10
pontificia universidad católica de puerto rico
does not have, just in the nature of things: It has no
capacity, no magic wand or airbrush, to erase or otherwise
rewrite its own foundational role in conferring political
authority. Or otherwise said, the delegator cannot make
itself any less so– no matter how much authority it opts
to hand over. And our dual-sovereignty test makes this
historical fact dispositive: If an entity’s authority to enact
and enforce criminal law ultimately comes from Congress,
then it cannot follow a federal prosecution with its own.
That is true of Puerto Rico, because Congress authorized
and approved its Constitution, from which prosecutorial
power now flows. So the Double Jeopardy Clause bars
both Puerto Rico and the United States from prosecuting
a single person for the same conduct under equivalent
criminal laws.”
8
A fin de que el lector pueda llegar a sus propias
conclusiones reproducimos en las notas al pie de la página
partes significativas del texto de la opinión. En la primera
parte, el Tribunal explica la diferencia entre el término
soberanía y el concepto fuente original.
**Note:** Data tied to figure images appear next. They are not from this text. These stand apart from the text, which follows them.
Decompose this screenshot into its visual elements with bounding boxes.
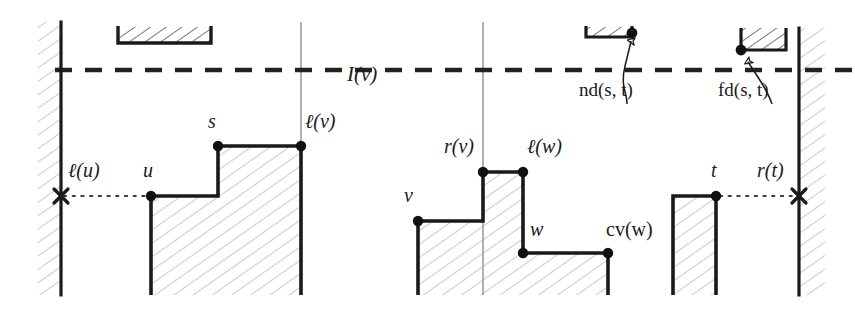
label-s: s [208, 111, 216, 131]
label-cv-w: cv(w) [606, 219, 653, 239]
vertex-dot-l-v [296, 141, 306, 151]
vertex-dot-r-v [478, 167, 488, 177]
label-nd-s-t: nd(s, t) [579, 80, 633, 99]
vertex-dot-v [413, 216, 423, 226]
label-v: v [404, 185, 413, 205]
figure-canvas: ℓ(u) u s ℓ(v) I(v) v r(v) ℓ(w) w cv(w) t… [0, 0, 855, 309]
label-l-u: ℓ(u) [68, 160, 100, 180]
vertex-dot-nd-tip [627, 28, 638, 39]
vertex-dot-l-w [518, 167, 528, 177]
label-r-v: r(v) [444, 136, 474, 156]
vertex-dot-fd-tip [736, 45, 747, 56]
hatch-regions [38, 22, 825, 295]
label-w: w [530, 219, 543, 239]
label-I-v: I(v) [347, 64, 377, 85]
label-fd-s-t: fd(s, t) [718, 80, 769, 99]
label-r-t: r(t) [757, 160, 784, 180]
label-l-w: ℓ(w) [527, 136, 562, 156]
vertex-dot-cv-w [603, 248, 613, 258]
vertex-dot-t [711, 191, 721, 201]
hatch-fd-box [742, 28, 785, 49]
vertex-dot-s [213, 141, 223, 151]
diagram-svg [0, 0, 855, 309]
hatch-staircase-u-s-v [151, 146, 301, 295]
label-l-v: ℓ(v) [305, 111, 336, 131]
hatch-staircase-v-w [418, 172, 608, 295]
hatch-t-block [673, 196, 716, 295]
hatch-left-wall [38, 22, 61, 295]
label-t: t [711, 160, 717, 180]
hatch-top-left-box [118, 27, 210, 43]
vertex-dot-u [146, 191, 156, 201]
vertex-dot-w [518, 248, 528, 258]
hatch-nd-box [586, 27, 631, 36]
label-u: u [143, 160, 153, 180]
En el federalismo
americano los estados y el gobierno federal ambos tienen
soberanía en las áreas de jurisdicción reservadas para cada uno
de sus gobiernos.
9
8
Commonwealth of Puerto Rico v. Sánchez Valle Et al
. 579 U.S. ___ (2016) (“Slip opinión” de 9 de
junio de 2016) pp. 14-15.
9 “Truthbetold,however, ‘sovereignty’ inthiscontextdoesnotbear itsordinarymeaning. For
whatever reason, the test we have devised to decide whether two governments are distinct
for double jeopardy purposes overtly disregards common indicia of sovereignty. Under
that standard, we do not examine the ‘extent of control’ that ‘one prosecuting authority
[wields] over the other.’
Wheeler
, 435 U. S., at 320. The degree to which an entity exercises
self-governance –whether autonomously managing its own affairs or continually submitting
to outside direction– plays no role in the analysis. Nor do we care about a government’s more
particular ability to enact and enforce its own criminal laws…. In short, the inquiry (despite
its label) does not probe whether a government possesses the usual attributes, or acts in the
common manner, of a sovereign entity.
“Rather, as Puerto Rico itself acknowledges, our test hinges on a single criterion: the
‘ultimate source’ of the power undergirding the respective prosecutions... Whether two
prosecuting entities are dual sovereigns in the double jeopardy context, we have stated,
depends on ‘whether [they] draw their authority to punish the offender from distinct
sources of power.’ The inquiry is thus historical, not functional—looking at the deepest
wellsprings, not the current exercise, of prosecutorial authority. If two entities derive their
power to punish from wholly independent sources (imagine here a pair of parallel lines),
then they may bring successive prosecutions. Conversely, if those entities draw their power
from the same ultimate source (imagine now two lines emerging from a common point, even
if later diverging), then they may not.” Id, pp. 6-7.